You’re gonna want to click this.
Trust me.
That’s far.
The landing of Soyuz TMA-05M
Three crew members touched down in the dark, chilly expanses of central Kazakhstan onboard a Soyuz capsule early today after a 125-day stay at the International Space Station.
NASA’s Sunita “Suni” Williams, Russian cosmonaut Yury Malenchenko and Aki Hoshide of Japan’s JAXA space agency landed at 7:56 a.m. local time northeast of the town of Arkalyk.
Eight helicopters rushed search-and-recovery teams to assist the crew, whose capsule did not parachute onto the exact planned touchdown site due to a minimal delay in procedures.
Another three astronauts remain onboard the space station and are to be joined next month by NASA’s Tom Marshburn, Chris Hadfield of the Canadian Space Agency, and Russia’s Roman Romanenko.
The Soyuz remains the only means for international astronauts to reach the orbiting laboratory since the decommissioning of the U.S. shuttle fleet in 2011.
Williams, Malenchenko and Hoshide undocked from the space station at 5:26 p.m.
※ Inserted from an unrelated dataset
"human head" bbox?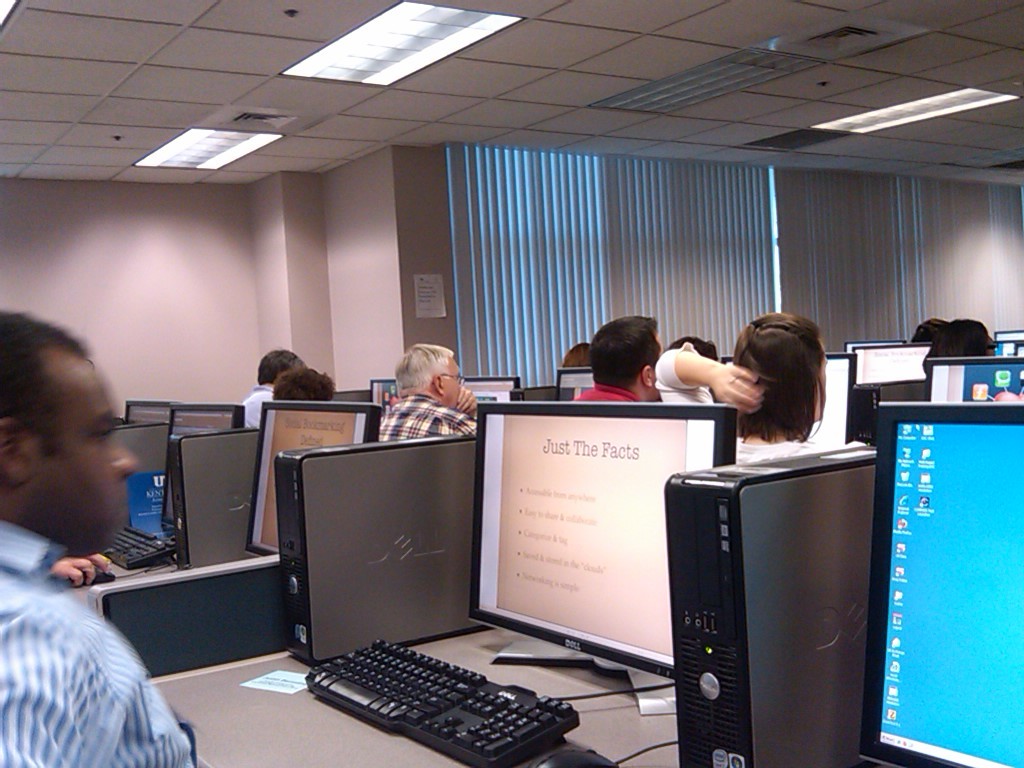
[4,321,127,550]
Sunday to begin their return to earth.
Around 28 minutes before touchdown, the three modules of the Soyuz craft separated, leaving the 2.1-meter tall capsule to begin its entry into orbit.
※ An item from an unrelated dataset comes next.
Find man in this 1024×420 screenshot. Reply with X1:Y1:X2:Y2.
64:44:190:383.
A series of parachutes deployed to bring the capsule to gentle floating speed.
Winds pulled the descent module on its side in the snowy terrain, which is a common occurrence, but the crew was nonetheless swiftly hoisted out by the recovery crew and lifted onto reclining chairs and swaddled in blankets to shield them from the 12-degree (-11 Celsius degree) temperature.
The chairs are designed to afford the astronauts comfortable acclimatization after months of living in gravity-free conditions.
“For me everything was very good,” a smiling Williams told recovery staff, speaking in Russian.
Credit: Floridatoday
Image courtesy: gctc.ru
via fyeahcosmonauts
Sunita Williams is awesome. She goes through what I’m sure is a super-stressful and exhausting landing procedure…and still has the energy for a grin and a thumbs-up.
On Its 50th Anniversary, Watch JFK’s ‘We Choose to Go to the Moon’ Speech
On September 12, 1962, President Kennedy made an inspiring case for space exploration and putting a man on the moon by the end of the decade. Speaking at Rice University, where he was an honorary visiting professor, Kennedy explained, “I regard the decision last year to shift our efforts in space from low to high gear as among the most important decisions that will be made during my incumbency in the office of the Presidency. ” Indeed, the U.S. tripled the budget for space exploration between 1961 and 1962, and on July 20, 1969, Apollo 11 made history.
What else might we choose to do not because it is easy, but because it is hard?